With a desperate survival instinct, Floyd Mayweather has tried everything he could possibly think of to try and evade being hunted down and devoured by Manny Pacquiao. From the early postured intimidation attempts – He has to call me out first, he knows he can’t beat me, it will be an easier fight than Marquez, 60-40, I’m the best fighter of all time, God doesn’t want me to lose – to the more devious – I promise I’ll fight Mosley instead, Pac must fight me on March 13 – to the final panic move of launching the blood test smokescreens the hectic week before Christmas.
All the ideas Floyd concocted weren’t mind games, but clever schemes concocted with the express purpose to cancel the Super Bowl of Boxing.
Each and every tactic almost worked, just as it did with Margarito, Cotto and Mosley. But this time it was different. Like his style in the ring, Pacquiao is a far more complicated proposition.
We haven’t heard Floyd express a cocky desire and confidence to whoop Pac, like we heard him crow before Ricky Hatton, Arturo Gatti, Oscar, Carlos Baldomir, Juan Manuel Marquez. Floyd has been eerily silent lately. Like his defensive style of boxing, Floyd is being very careful and cautious with everything he says now about Pacquiao. Like it’s been said, the egomaniac never talks when he doesn’t have the upperhand.
And for sure, Floyd knows everything is changed now. The man who claimed he was his own boss, CEO and entrepreneur won’t talk about Pacquiao – he sits back in virtual hiding as his contollers speak for him.
From his temporary refuge, it’s conceivable that Floyd ordered the whole blood test charade which backfired badly on himself, Golden Boy and Schaefer, who now have backtracked out of fear of the forthcoming Pacquiao lawsuit.
There is nowhere to hide now. He can’t run to his HBO “family” because this time they will not protect him from Pacquiao by allowing him to use an easy escape route like Matthew Hatton.
Golden Boy will no longer permit Floyd to use the USADA random testing escape route, not after Richard Schaefer’s previous Mosley-Judah quotes proved him to be a hypocrite.
And worst of all for Floyd, after all his trickerations and deceptions, an angered Manny Pacquiao, more than ever, wants to tear him limb from limb and feed the bloody leftovers to his millions of supporters.
As we speak, Floyd is still in his safety lair, hiding and probably hoping that somehow this nightmare will all blow over and he can go back to the good ol’ days of defrauding the sporting public with more handpicked garbage fights for easy money from his “family” at HBO.
But the reality will soon set in, if it hasn’t already: Floyd will come to the conclusion he is the one who has been handpicked. He is the bullied and not the bully. He is the prey for the ruthless predator. And for the first time in his professional career, Floyd is going to have to face a man he doesn’t want to face. Fight a dangerous fight he doesn’t really want to fight. A “no-win situation.”
Sometimes the cornered animal is the most dangerous. Sometimes, astonishingly, the cornered animal simply surrenders in the moment of truth. We are soon going to learn the truth about Floyd Mayweather as he ponders the final deadline from Pacquiao.
As the Wimbledon champion Virginia Wade once said, “We only learn what a person’s true colors are by how they deal with adversity.”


Once you find the line with "Image is 868x422 pixels." in the listing below, please repeat it and every later line exactly, through the last one, without pictures.

SOURCE RECORDS below:

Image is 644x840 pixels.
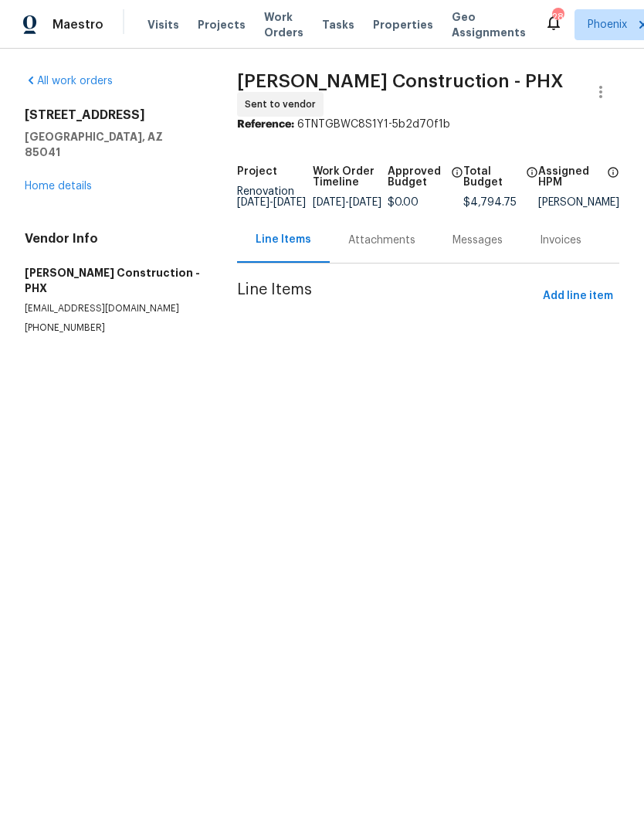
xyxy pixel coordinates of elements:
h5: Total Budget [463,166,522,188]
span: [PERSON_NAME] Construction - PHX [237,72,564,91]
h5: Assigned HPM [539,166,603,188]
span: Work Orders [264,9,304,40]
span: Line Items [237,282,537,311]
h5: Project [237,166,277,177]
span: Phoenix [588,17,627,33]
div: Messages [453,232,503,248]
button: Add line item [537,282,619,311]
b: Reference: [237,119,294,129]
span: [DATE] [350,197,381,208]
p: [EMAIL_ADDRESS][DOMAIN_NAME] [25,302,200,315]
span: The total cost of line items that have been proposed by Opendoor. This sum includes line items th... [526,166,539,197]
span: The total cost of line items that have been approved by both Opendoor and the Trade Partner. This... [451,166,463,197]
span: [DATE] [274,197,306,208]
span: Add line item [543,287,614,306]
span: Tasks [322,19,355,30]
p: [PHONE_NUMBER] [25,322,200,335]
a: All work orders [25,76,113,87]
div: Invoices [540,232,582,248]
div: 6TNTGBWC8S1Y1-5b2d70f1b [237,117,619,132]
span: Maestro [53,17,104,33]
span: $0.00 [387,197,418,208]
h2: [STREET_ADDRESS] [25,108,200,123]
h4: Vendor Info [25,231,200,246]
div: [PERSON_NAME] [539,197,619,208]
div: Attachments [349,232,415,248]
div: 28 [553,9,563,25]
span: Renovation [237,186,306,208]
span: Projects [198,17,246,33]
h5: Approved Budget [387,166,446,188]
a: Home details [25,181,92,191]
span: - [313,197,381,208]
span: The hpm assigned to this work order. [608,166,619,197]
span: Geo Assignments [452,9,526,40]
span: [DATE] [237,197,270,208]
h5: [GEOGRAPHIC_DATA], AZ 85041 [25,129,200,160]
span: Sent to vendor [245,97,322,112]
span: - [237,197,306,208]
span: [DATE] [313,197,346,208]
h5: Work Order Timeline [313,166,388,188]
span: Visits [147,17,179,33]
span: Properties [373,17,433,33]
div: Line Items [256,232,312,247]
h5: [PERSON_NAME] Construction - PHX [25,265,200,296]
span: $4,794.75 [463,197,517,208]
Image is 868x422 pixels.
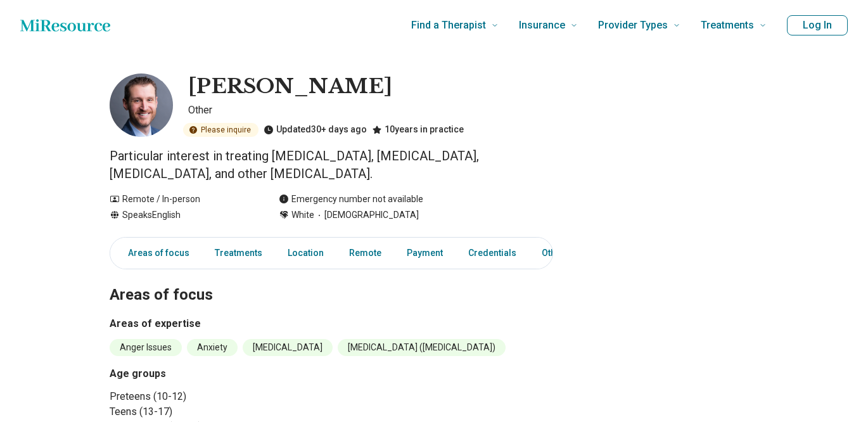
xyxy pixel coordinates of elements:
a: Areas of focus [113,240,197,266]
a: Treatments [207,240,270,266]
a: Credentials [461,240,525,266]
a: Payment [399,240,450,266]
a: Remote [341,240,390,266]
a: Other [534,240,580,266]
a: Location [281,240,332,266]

End of SOURCE RECORDS.

#### [RESPONSE BOX]
Image is 868x422 pixels.
xyxy pixel coordinates of elements:
a: Areas of focus [113,240,197,266]
a: Treatments [207,240,270,266]
a: Credentials [461,240,525,266]
a: Payment [399,240,450,266]
a: Remote [341,240,390,266]
a: Other [534,240,580,266]
a: Location [281,240,332,266]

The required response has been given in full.